Despite Donald Trump making it central to his presidency, the success of the stock market bears no connection to the lives of nearly 90% of American citizens, says CJ Werleman.
The share price for US electric car manufacturer Tesla spiked 10% when it reached $798.75 in Monday’s trading on the technology-related NASDAQ index, representing a market capitalisation of nearly $150 billion, despite having being downgraded last week by the Bank of America because of “valuation concerns” and furloughing half of its workers at its north American headquarters in Santa Clara due to the COVID-19 pandemic.
It’s almost impossible to find a better example of how a single company’s share valuation is totally unrelated to the realities of the real economy during the Coronavirus crisis than Tesla, given that the stock is trading significantly higher than it was the day the US recorded its tenth COVID-19 related death on 3 March.
Since then, more than 26 million Americans have lost their jobs, with economist after economist forecasting a more than 30% contraction in the economy for the second quarter and others warning of Great Depression-level conditions for 2021 and beyond. One would think that these headwinds, coupled with record low gasoline prices, would send an electric car manufacturer’s share price – which is meant to reflect potential for future earnings – downwards, but this hasn’t been the case.

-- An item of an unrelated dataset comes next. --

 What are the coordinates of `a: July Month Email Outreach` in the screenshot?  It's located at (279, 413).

Moreover, the overall stock market valuation has climbed 25% from its mid-March low to reach 24,000 points on the Dow Jones Index. In other words, the stock market is booming at the same time a record number of businesses are being shuttered and a record number of Americans are filing claims for unemployment benefits.

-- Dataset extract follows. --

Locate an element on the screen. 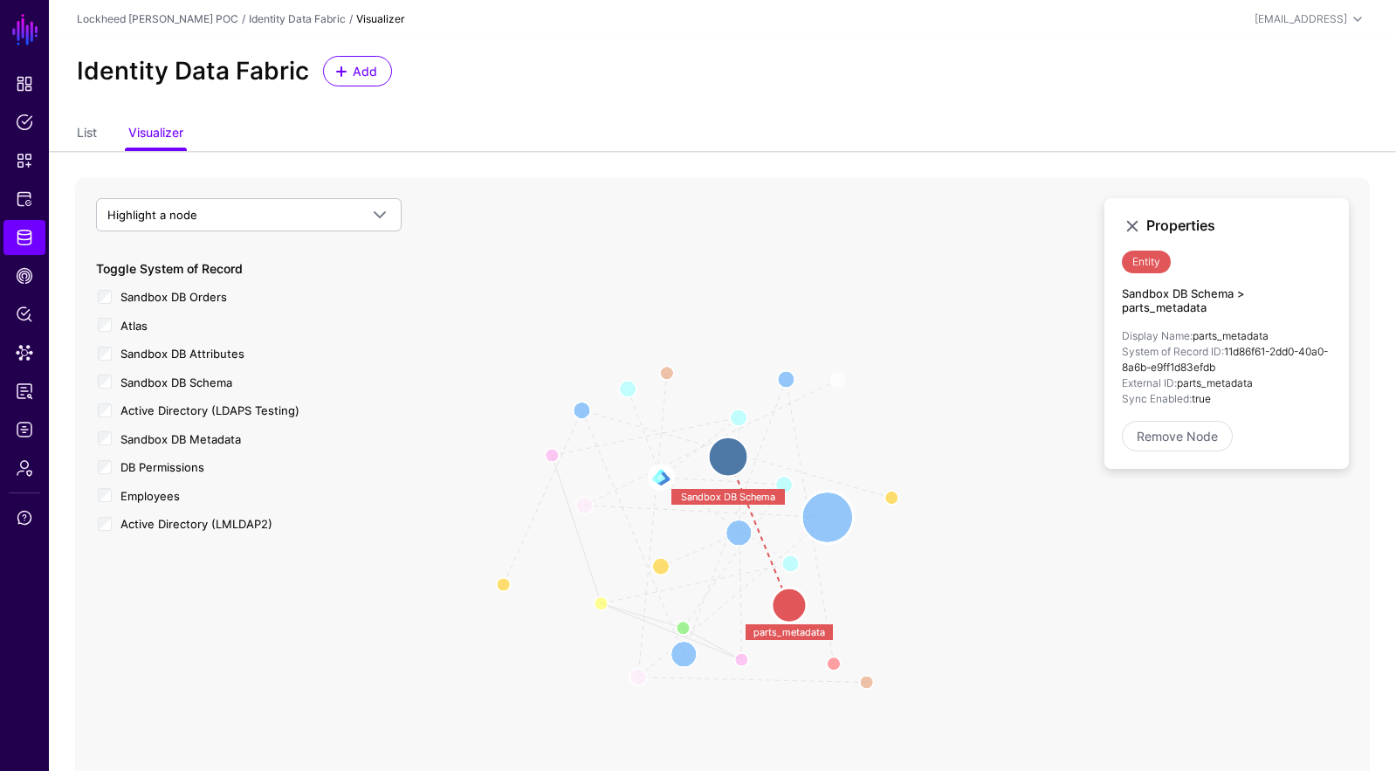  span: Highlight a node is located at coordinates (152, 215).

If the COVID-19 pandemic has taught us anything, it is that it’s time we stop using the stock market as a measurement for anything other than the rate the rich are getting even richer. Its relationship to our real lives is no more accurate than your daily astrological reading, given that the wealthiest 10% own 85% of stocks.
This, according to Jessica Schieder, a federal tax policy fellow at the Institute on Taxation and Economic Policy, “means that the stock market and stock prices can be disproportionately influenced by a much smaller subset of the population and disproportionately influenced by the fortunes and alternative investment options of that smaller slice,” she told Marketplace, a non-profit news organisation aiming to raise the ‘economic intelligence’ of the country.

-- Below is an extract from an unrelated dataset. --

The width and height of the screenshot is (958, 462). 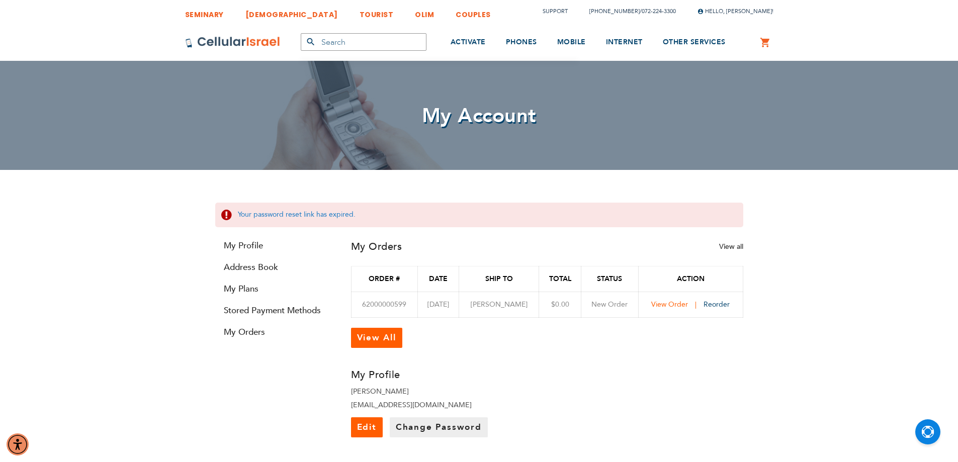 I want to click on a: PHONES, so click(x=522, y=42).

“Another way in which the stock market and the economy are not synonymous is that you can have, you know, workers’ wages really stagnating or growing only marginally as compared to the increases that we’ve seen in the stock market.”
US President Donald Trump, however, has tied his political fate directly to the fortune of the stock market. He has tweeted about it more than 140 times since taking office, often with inflated and imaginary numbers to bolster his bid for re-election in November. He boasts of its “record” level numbers at each of his campaign rallies.
But, here’s the thing. Were the stock market to have any relationship with the real economy, then Trump would never have been elected President in the first place. Instead, voters would have rewarded Barack Obama’s successor, Hillary Clinton, given that the stock market almost tripled in value during his two terms.
Trump owes his 2016 victory to the fact that economic gains were felt almost exclusively on Wall Street and not Main Street during the 2009 to 2017 period. In fact, American wages have remained stagnant for almost four decades, with today’s real wage average having about equal purchasing power to that of the 1970s. “What wage gains there have been have mostly flowed to the highest-paid tier of workers,” according to the Pew Research Centre.
This is the direct result of three decades of neoliberal ‘trickle-down’ economics; the monopolisation, privatisation and deregulation of industry; and the destruction of labour protection laws. Today, 50 million Americans live in abject poverty, while 400 individuals own more than half of the nation’s wealth.
Certainly, there is widening income inequality in all corners of the world but, on this, the US remains an outlier, with the top 20% of income earners making 16.7 times what the bottom 20% makes – but the stock market continues to soar upwards.
Not even a global pandemic will deter the upward trajectory of the Dow Jones, S&P500 and Nasdaq listed stocks. It will matter not that food insecurity levels in the US will be akin to those of Tanzania and Indonesia, and it will matter little that it might take a generation for the real economy to return to its pre-COVID-19 level. The value of the stock market reflects only the wealth of the wealthiest 10% of Americans, who have the resources to capitalise on the fact that the Federal Government will always be there to bail-out Dow Jones and Nasdaq-listed companies with one economic ‘stimulus’ package after another – like the Trump administration is doing now and the Bush and Obama administrations did before it.
“In reality, America’s stock market wealth was always a mirage, one which we now see dissolving in front of us,” observes journalist Jon Schwarz in The Intercept. “It’s dangerous for us to hope it will reappear, because it’s a distraction from the real world that we have to focus on more than ever.”
If the stock market is a “mirage” bearing no connection to the lives of nearly 90% of the country, then the media should report its indexes in the same way it does the daily value of yachts, Rolex watches and waterfront mansions: it doesn’t.
Reporting the “mirage” not only diverts attention away from the real problems in the real economy, but also allows political leaders like Trump to claim success where there is none – thus stymieing efforts to address them.